TEHRAN
JUNE 23 2008 11:45h
´They do not have the capacity to threaten the Islamic Republic of Iran,´ Iranian Foreign Ministry spokesman Mohammad Ali Hosseini said.
Iran and Israel have engaged in a sharp exchange of words this month over suspicions Tehran is looking to develop nuclear weapons, helping to push global oil prices higher.
"They do not have the capacity to threaten the Islamic Republic of Iran," Iranian Foreign Ministry spokesman Mohammad Ali Hosseini told a news conference.
He was asked about a New York Times report on Friday that quoted U.S. officials as saying Israeli jets conducted a long-range Mediterranean exercise this month that appeared to be a practice for a mission against Iran.
"They (Israel) have a number of domestic crises and they want to extrapolate it to cover others. Sometimes they come up with these empty slogans," Hosseini said in comments translated by Iran's English-language Press TV satellite station.
Iran's defence minister on Sunday accused Israel of "psychological warfare", but said Tehran would give a "devastating" response to any attack.
On Friday, the U.N. nuclear watchdog chief, Mohamed ElBaradei, said a military strike on Iran would turn the Middle East into a fireball and prompt Tehran to launch a crash course to build nuclear weapons.
EU SANCTIONS
Western powers suspect Tehran is seeking to develop nuclear bombs and European Union president Slovenia said the 27-nation bloc was scheduled to agree a new round of sanctions against Iran on Monday over its refusal to stop uranium enrichment.
Israel, widely believed to have the Middle East's only atomic arsenal, has described Iran's nuclear programme as a threat to its existence.
Earlier this month, Israeli Transport Minister Shaul Mofaz told an Israeli newspaper an attack on Iran looked "unavoidable" given the apparent failure of United Nations sanctions to deny Tehran technology with bomb-making potential.
Tehran, which does not recognise Israel and regularly predicts its demise, says its nuclear work is a peaceful drive to generate electricity.
Israel bombed an Iraqi reactor in 1981 and an Israeli air raid on Syria last September razed what the United States said was a nascent nuclear reactor built with North Korean help. Syria denied having any such facility.
But many analysts say Iran's nuclear sites are too numerous, distant and fortified for Israel to take on alone.
Iran has threatened to retaliate if it is attacked. Its Shahab-3 missile, with a range of 2,000 km (1,250 miles), is capable of hitting Israel and U.S. bases in the Gulf, Iranian officials say.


◆ **Assigned task**
Would you please reproduce all the entries exactly, leaving the pictures out?

------------

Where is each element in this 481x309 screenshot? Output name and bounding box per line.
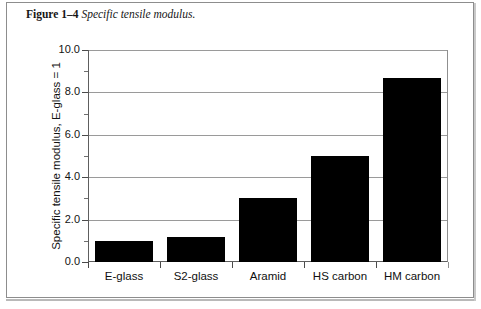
y-tick-minor [84, 241, 88, 242]
y-axis-title-container: Specific tensile modulus, E-glass = 1 [22, 50, 38, 262]
bar-chart: Specific tensile modulus, E-glass = 1 0.… [0, 0, 481, 309]
gridline [89, 50, 447, 51]
y-tick-label: 0.0 [38, 255, 80, 267]
x-tick-label: HM carbon [376, 270, 448, 282]
y-tick-major [82, 220, 88, 221]
y-tick-major [82, 135, 88, 136]
bar [383, 78, 441, 262]
y-tick-label: 4.0 [38, 170, 80, 182]
bar [167, 237, 225, 262]
x-tick [376, 262, 377, 268]
x-tick-label: E-glass [88, 270, 160, 282]
x-tick-label: Aramid [232, 270, 304, 282]
y-tick-major [82, 177, 88, 178]
y-tick-label: 8.0 [38, 85, 80, 97]
y-axis-title: Specific tensile modulus, E-glass = 1 [50, 36, 62, 276]
x-tick [304, 262, 305, 268]
y-tick-minor [84, 114, 88, 115]
x-tick [160, 262, 161, 268]
y-tick-major [82, 92, 88, 93]
y-tick-label: 10.0 [38, 43, 80, 55]
bar [95, 241, 153, 262]
y-tick-major [82, 50, 88, 51]
y-tick-minor [84, 156, 88, 157]
x-axis-origin-tick [88, 262, 89, 268]
y-tick-minor [84, 71, 88, 72]
y-tick-label: 2.0 [38, 213, 80, 225]
bar [239, 198, 297, 262]
figure-page: Figure 1–4 Specific tensile modulus. Spe… [0, 0, 481, 309]
top-right-tick [447, 50, 448, 56]
x-tick-label: HS carbon [304, 270, 376, 282]
bar [311, 156, 369, 262]
y-tick-label: 6.0 [38, 128, 80, 140]
x-axis-end-tick [448, 262, 449, 268]
y-tick-minor [84, 198, 88, 199]
x-tick-label: S2-glass [160, 270, 232, 282]
x-tick [232, 262, 233, 268]
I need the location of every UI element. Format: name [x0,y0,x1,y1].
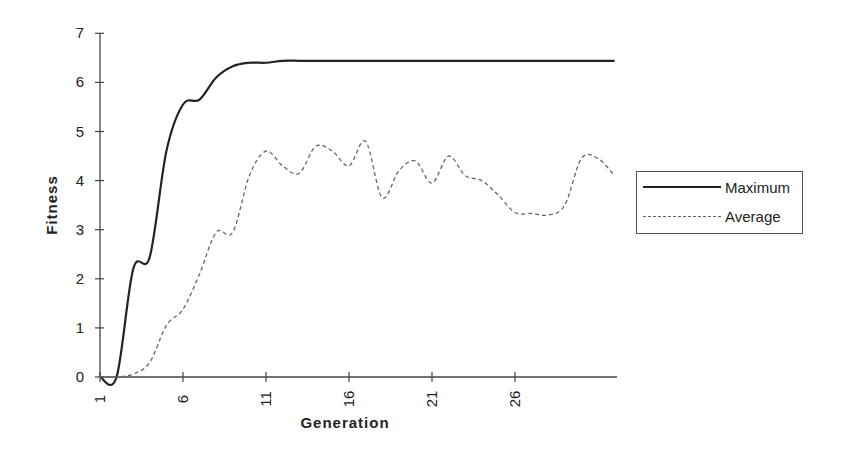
legend-label-maximum: Maximum [725,179,790,196]
y-tick-label: 7 [76,24,84,41]
dashed-line-swatch-icon [643,216,721,217]
y-tick-label: 4 [76,172,84,189]
x-tick-label: 6 [174,395,191,403]
y-tick-label: 2 [76,270,84,287]
legend: Maximum Average [636,171,803,234]
legend-label-average: Average [725,208,781,225]
x-tick-label: 21 [423,391,440,408]
x-tick-label: 16 [340,391,357,408]
series-average-line [100,141,615,378]
x-tick-label: 11 [257,391,274,407]
series-maximum-line [100,61,615,385]
solid-line-swatch-icon [643,186,721,188]
y-tick-label: 5 [76,123,84,140]
x-axis-title: Generation [300,414,389,431]
y-tick-label: 3 [76,221,84,238]
y-tick-label: 6 [76,73,84,90]
series-layer [100,61,615,385]
x-tick-label: 26 [506,391,523,408]
legend-item-average: Average [643,206,781,226]
y-tick-label: 0 [76,368,84,385]
y-tick-label: 1 [76,319,84,336]
x-tick-label: 1 [91,395,108,403]
legend-item-maximum: Maximum [643,177,790,197]
y-axis-title: Fitness [43,175,60,235]
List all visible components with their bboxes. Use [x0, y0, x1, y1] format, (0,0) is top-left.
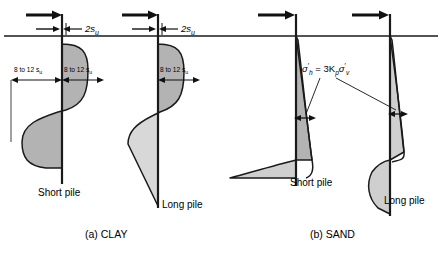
pile-soil-resistance-figure: 2su 8 to 12 su 8 to 12 su Short pile 2su [0, 0, 442, 254]
clay-long-pile-caption: Long pile [162, 199, 203, 210]
sand-panel-caption: (b) SAND [310, 228, 355, 240]
figure-background [0, 0, 442, 254]
clay-panel-caption: (a) CLAY [85, 228, 127, 240]
clay-short-pile-caption: Short pile [38, 187, 81, 198]
sand-short-pile-caption: Short pile [290, 177, 333, 188]
sand-long-pile-caption: Long pile [384, 195, 425, 206]
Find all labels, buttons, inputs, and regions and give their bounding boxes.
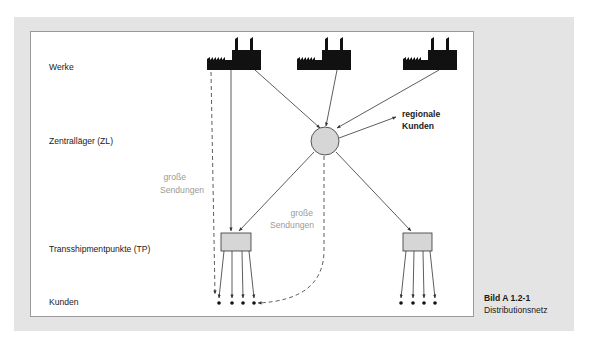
level-label-kunden: Kunden — [49, 297, 79, 307]
factory-icon — [207, 37, 261, 70]
flow-tp2-kunde — [430, 251, 435, 298]
annotation-regional-2: Kunden — [402, 121, 434, 131]
flow-tp1-kunde — [249, 251, 254, 298]
tp-node-2 — [403, 233, 432, 251]
flow-tp2-kunde — [413, 251, 414, 298]
flow-werk1-zl — [255, 70, 320, 128]
figure-caption: Bild A 1.2-1 Distributionsnetz — [484, 292, 548, 316]
flow-tp2-kunde — [423, 251, 424, 298]
flow-tp2-kunde — [401, 251, 406, 298]
customer-node — [252, 301, 256, 305]
factory-icon — [403, 37, 457, 70]
annotation-large-left-2: Sendungen — [160, 185, 204, 195]
level-label-tp: Transshipmentpunkte (TP) — [49, 244, 151, 254]
customer-node — [411, 301, 415, 305]
customer-node — [217, 301, 221, 305]
flow-werk3-zl — [337, 70, 439, 128]
flow-werk2-zl — [326, 70, 337, 126]
flow-tp1-kunde — [219, 251, 224, 298]
level-label-zentrallager: Zentralläger (ZL) — [49, 136, 113, 146]
central-warehouse-node — [311, 127, 339, 155]
level-label-werke: Werke — [49, 62, 74, 72]
annotation-large-mid: große — [291, 208, 314, 218]
flow-zl-regional — [339, 117, 396, 138]
factory-icon — [297, 37, 351, 70]
annotation-large-left: große — [164, 172, 187, 182]
annotation-large-mid-2: Sendungen — [270, 220, 314, 230]
tp-node-1 — [221, 233, 251, 251]
flow-tp1-kunde — [242, 251, 243, 298]
customer-node — [422, 301, 426, 305]
customer-node — [399, 301, 403, 305]
flow-werk1-kunden-dashed — [211, 72, 215, 294]
customer-node — [433, 301, 437, 305]
customer-node — [230, 301, 234, 305]
flow-zl-tp2 — [336, 152, 411, 231]
figure-number: Bild A 1.2-1 — [484, 292, 548, 304]
figure-title: Distributionsnetz — [484, 305, 548, 315]
customer-node — [241, 301, 245, 305]
annotation-regional: regionale — [402, 109, 440, 119]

------------

◆ **Output**
Where is each element in this 481x309 screenshot? Output name and bounding box per line.
y-tick-minor [84, 241, 88, 242]
y-axis-title-container: Specific tensile modulus, E-glass = 1 [22, 50, 38, 262]
bar-chart: Specific tensile modulus, E-glass = 1 0.… [0, 0, 481, 309]
gridline [89, 50, 447, 51]
y-tick-label: 0.0 [38, 255, 80, 267]
x-tick-label: HM carbon [376, 270, 448, 282]
y-tick-major [82, 220, 88, 221]
y-tick-major [82, 135, 88, 136]
bar [383, 78, 441, 262]
y-tick-label: 4.0 [38, 170, 80, 182]
bar [167, 237, 225, 262]
x-tick [376, 262, 377, 268]
x-tick-label: E-glass [88, 270, 160, 282]
x-tick-label: Aramid [232, 270, 304, 282]
y-tick-major [82, 177, 88, 178]
y-tick-label: 8.0 [38, 85, 80, 97]
y-axis-title: Specific tensile modulus, E-glass = 1 [50, 36, 62, 276]
x-tick [304, 262, 305, 268]
y-tick-minor [84, 114, 88, 115]
x-tick [160, 262, 161, 268]
y-tick-major [82, 92, 88, 93]
y-tick-label: 10.0 [38, 43, 80, 55]
bar [95, 241, 153, 262]
y-tick-major [82, 50, 88, 51]
y-tick-minor [84, 156, 88, 157]
x-axis-origin-tick [88, 262, 89, 268]
y-tick-minor [84, 71, 88, 72]
y-tick-label: 2.0 [38, 213, 80, 225]
bar [239, 198, 297, 262]
figure-page: Figure 1–4 Specific tensile modulus. Spe… [0, 0, 481, 309]
top-right-tick [447, 50, 448, 56]
x-tick-label: HS carbon [304, 270, 376, 282]
bar [311, 156, 369, 262]
y-tick-label: 6.0 [38, 128, 80, 140]
x-axis-end-tick [448, 262, 449, 268]
y-tick-minor [84, 198, 88, 199]
x-tick-label: S2-glass [160, 270, 232, 282]
x-tick [232, 262, 233, 268]
I need the location of every UI element. Format: name [x0,y0,x1,y1].
legend-label-maximum: Maximum [725,179,790,196]
y-tick-label: 7 [76,24,84,41]
dashed-line-swatch-icon [643,216,721,217]
y-tick-label: 4 [76,172,84,189]
x-tick-label: 6 [174,395,191,403]
y-tick-label: 2 [76,270,84,287]
legend: Maximum Average [636,171,803,234]
legend-label-average: Average [725,208,781,225]
x-tick-label: 21 [423,391,440,408]
x-tick-label: 16 [340,391,357,408]
series-average-line [100,141,615,378]
x-tick-label: 11 [257,391,274,407]
series-maximum-line [100,61,615,385]
solid-line-swatch-icon [643,186,721,188]
y-tick-label: 5 [76,123,84,140]
x-axis-title: Generation [300,414,389,431]
y-tick-label: 3 [76,221,84,238]
y-tick-label: 6 [76,73,84,90]
series-layer [100,61,615,385]
x-tick-label: 26 [506,391,523,408]
legend-item-average: Average [643,206,781,226]
y-tick-label: 0 [76,368,84,385]
y-tick-label: 1 [76,319,84,336]
x-tick-label: 1 [91,395,108,403]
legend-item-maximum: Maximum [643,177,790,197]
y-axis-title: Fitness [43,175,60,235]
List all visible components with their bboxes. Use [x0, y0, x1, y1] format, (0,0) is top-left.
pile-soil-resistance-figure: 2su 8 to 12 su 8 to 12 su Short pile 2su [0, 0, 442, 254]
clay-long-pile-caption: Long pile [162, 199, 203, 210]
sand-panel-caption: (b) SAND [310, 228, 355, 240]
figure-background [0, 0, 442, 254]
clay-panel-caption: (a) CLAY [85, 228, 127, 240]
clay-short-pile-caption: Short pile [38, 187, 81, 198]
sand-short-pile-caption: Short pile [290, 177, 333, 188]
sand-long-pile-caption: Long pile [384, 195, 425, 206]
Find all labels, buttons, inputs, and regions and give their bounding boxes.
level-label-kunden: Kunden — [49, 297, 79, 307]
factory-icon — [207, 37, 261, 70]
flow-tp2-kunde — [430, 251, 435, 298]
annotation-regional-2: Kunden — [402, 121, 434, 131]
flow-tp1-kunde — [249, 251, 254, 298]
tp-node-2 — [403, 233, 432, 251]
flow-tp2-kunde — [413, 251, 414, 298]
flow-werk1-zl — [255, 70, 320, 128]
figure-caption: Bild A 1.2-1 Distributionsnetz — [484, 292, 548, 316]
flow-tp2-kunde — [423, 251, 424, 298]
flow-tp2-kunde — [401, 251, 406, 298]
customer-node — [252, 301, 256, 305]
factory-icon — [403, 37, 457, 70]
annotation-large-left-2: Sendungen — [160, 185, 204, 195]
level-label-tp: Transshipmentpunkte (TP) — [49, 244, 151, 254]
customer-node — [411, 301, 415, 305]
customer-node — [217, 301, 221, 305]
flow-werk3-zl — [337, 70, 439, 128]
flow-werk2-zl — [326, 70, 337, 126]
flow-tp1-kunde — [219, 251, 224, 298]
level-label-zentrallager: Zentralläger (ZL) — [49, 136, 113, 146]
central-warehouse-node — [311, 127, 339, 155]
level-label-werke: Werke — [49, 62, 74, 72]
annotation-large-mid: große — [291, 208, 314, 218]
flow-zl-regional — [339, 117, 396, 138]
factory-icon — [297, 37, 351, 70]
annotation-large-left: große — [164, 172, 187, 182]
annotation-large-mid-2: Sendungen — [270, 220, 314, 230]
tp-node-1 — [221, 233, 251, 251]
flow-tp1-kunde — [242, 251, 243, 298]
customer-node — [422, 301, 426, 305]
customer-node — [399, 301, 403, 305]
flow-werk1-kunden-dashed — [211, 72, 215, 294]
customer-node — [433, 301, 437, 305]
customer-node — [230, 301, 234, 305]
flow-zl-tp2 — [336, 152, 411, 231]
figure-number: Bild A 1.2-1 — [484, 292, 548, 304]
figure-title: Distributionsnetz — [484, 305, 548, 315]
customer-node — [241, 301, 245, 305]
annotation-regional: regionale — [402, 109, 440, 119]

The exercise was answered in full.